The Glasgow Assembly Rooms were built on Ingram Street to designs by Robert and James Adam in 1796 to provide the city with a meeting place for dancing, reading, and other related activity. A local architect, Mr Craig of Glasgow, had made plans for the new Assembly Rooms, but these were considered not to be of the best standard by two of the subscribers, James and Andrew Stirling. The Stirling brothers were part of the renowned Glasgow cloth-printing company William Stirling and Sons. In March 1791, the Adam office’s Edinburgh Clerk of Works, John Paterson, encountered the Stirling brothers, James and Andrew, whilst on a journey from Glasgow. Paterson was already well acquainted with Andrew and visited his premises at Drumpellier to discuss potential Adam office projects in Glasgow, including the Assembly Rooms.

Robert Adam met with the Assembly Rooms Committee in September 1791 with some drawings already made. The funds for the building were raised using the Tontine principle, a form of collective investment based on the principle of survivorship.

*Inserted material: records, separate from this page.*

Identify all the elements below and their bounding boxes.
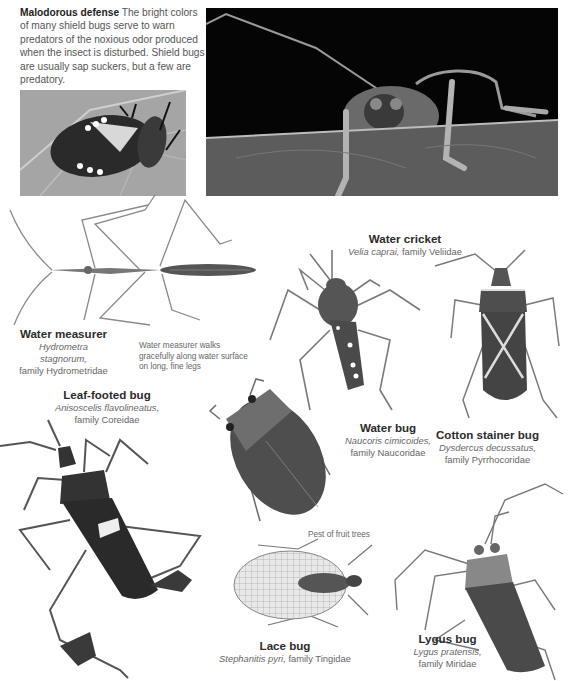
specimen-family: family Pyrrhocoridae	[425, 454, 550, 466]
specimen-family: family Hydrometridae	[16, 365, 111, 377]
specimen-name: Water bug	[338, 421, 438, 435]
specimen-latin: Dysdercus decussatus,	[425, 442, 550, 454]
cotton-stainer-illustration	[435, 250, 568, 430]
water-measurer-note: Water measurer walks gracefully along wa…	[139, 341, 251, 373]
specimen-label-cotton-stainer: Cotton stainer bug Dysdercus decussatus,…	[425, 428, 550, 466]
specimen-latin: Naucoris cimicoides,	[338, 435, 438, 447]
water-bug-illustration	[200, 375, 340, 525]
specimen-family: family Miridae	[405, 658, 490, 670]
lace-bug-illustration	[228, 535, 378, 635]
specimen-name: Leaf-footed bug	[52, 388, 162, 402]
bug-closeup-photo	[206, 8, 558, 196]
specimen-latin: Hydrometra stagnorum,	[16, 341, 111, 365]
specimen-name: Water cricket	[330, 232, 480, 246]
specimen-label-lace-bug: Lace bug Stephanitis pyri, family Tingid…	[210, 639, 360, 665]
shield-bug-photo	[20, 90, 186, 196]
specimen-name: Lygus bug	[405, 632, 490, 646]
specimen-label-lygus-bug: Lygus bug Lygus pratensis, family Mirida…	[405, 632, 490, 670]
specimen-latin: Anisoscelis flavolineatus,	[52, 402, 162, 414]
specimen-label-water-bug: Water bug Naucoris cimicoides, family Na…	[338, 421, 438, 459]
water-measurer-illustration	[0, 200, 290, 320]
specimen-latin: Lygus pratensis,	[405, 646, 490, 658]
specimen-family: family Naucoridae	[338, 447, 438, 459]
specimen-label-water-measurer: Water measurer Hydrometra stagnorum, fam…	[16, 327, 111, 377]
intro-body: The bright colors of many shield bugs se…	[20, 7, 205, 85]
leaf-footed-bug-illustration	[0, 420, 220, 681]
specimen-name: Lace bug	[210, 639, 360, 653]
intro-paragraph: Malodorous defense The bright colors of …	[20, 6, 206, 86]
specimen-latin: Stephanitis pyri, family Tingidae	[210, 653, 360, 665]
specimen-name: Water measurer	[16, 327, 111, 341]
intro-heading: Malodorous defense	[20, 7, 119, 18]
specimen-name: Cotton stainer bug	[425, 428, 550, 442]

However, progress was exceedingly slow and the building wasn’t executed until after both Robert and James’s deaths in 1792 and 1794 respectively.

The surviving drawings include a group of unexecuted designs and a preliminary plan and elevation for the executed scheme. The executed designs were published in George Richardson’s New Vitruvius Britannicus in 1802 and attributed to both Robert and James Adam. Bolton suggests these preliminary designs are for Glasgow Trades Hall, possibly by William Adam, and that those published by Richardson are incorrectly attributed. This is considered to be a mistake; the preliminary and published designs show no correlation with the Trades Hall and match the executed Assembly Rooms.

New wings were added to either side of the building in 1807, to designs by Henry Holland. The building was demolished in the early 1890s and the first-floor front comprising the arch and flanking columns were removed to Glasgow Green and re-erected as the McLennan Arch in 1893.

Literature: National Library Scotland: MSS.19992-19993, Letters from John Paterson to Robert Adam, 1790-91; A.T. Bolton, The Architecture of Robert and James Adam, Volume II, 1922, pp. 196-7, Index p. 14; M. Sanderson, 'Robert Adam’s Last Visit to Scotland 1791', Architectural History, Volume 25, 1982, pp. 35-46; A. A. Tait, Robert Adam, The Creative Mind: from the sketch to the finished drawing, 1996, p.48; D. King, The Complete Works of Robert & James Adam and Unbuilt Adam, Volume 1, 2001, pp. 32, 57-9, 413-4, Volume 2, p.55

With thanks to the Arts Society Fund and the Art Fund’s Jonathan Ruffer Curatorial Grant which enabled archival visits in Edinburgh to support research for this scheme.